Let's be practical. The CCCA hasn't passed yet, and even with bipartisan support, credit card legislation has stalled in Congress multiple times since 2022. But whether or not this specific bill becomes law, the conversation about interchange fees isn't going away. Here's how to think about it:
Don't panic-redeem your points
Your rewards aren't going to vanish overnight. Even if the CCCA passes, implementation would take time, and banks would likely phase changes in gradually. There's no reason to dump your points at a bad redemption rate out of fear.
Diversify your rewards strategy
If you're heavily invested in one card's ecosystem — say, you've built your entire spending around a single airline's co-branded card — it's worth considering whether a more flexible setup (like a flat-rate cash back card or a transferable points card) would give you more resilience if rewards programs shift.
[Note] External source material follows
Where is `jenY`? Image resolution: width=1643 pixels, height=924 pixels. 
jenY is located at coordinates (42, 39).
Pay attention to the non-rewards perks
Credit card issuers have already been expanding perks that don't depend directly on interchange revenue — things like cell phone insurance, purchase protection, extended warranties, and airport lounge access. If interchange fees do decline, cards might lean harder into these benefits to stay competitive. According to NerdWallet's analysis, an increase in non-points-centric perks could be one way issuers continue attracting customers.
Watch your own debt situation first
Here's the thing nobody in this debate talks about enough: if you're carrying a credit card balance, rewards are already costing you money. With average APRs hovering around 21% and the average cardholder carrying $6,595 in revolving debt according to Bankrate's 2026 Credit Card Debt Report, the interest you're paying dwarfs any cash back or points you're earning. The most important "credit card strategy" for most people isn't optimizing rewards — it's paying off the balance.
The Bottom Line
The Credit Card Competition Act is a real piece of legislation with real momentum, and it could eventually change how credit card rewards work. But "could" and "will" are different words, and even in a worst-case scenario, the shift would likely be gradual, not a sudden cliff.
The smartest move right now isn't to hoard points or swear off credit cards. It's to make sure your financial foundation is solid — no high-interest debt, an emergency fund in place, and a rewards strategy that works for your actual spending patterns rather than one built on maximizing perks you might not keep forever.
If and when the rules change, you'll adapt. That's what smart money management has always been about.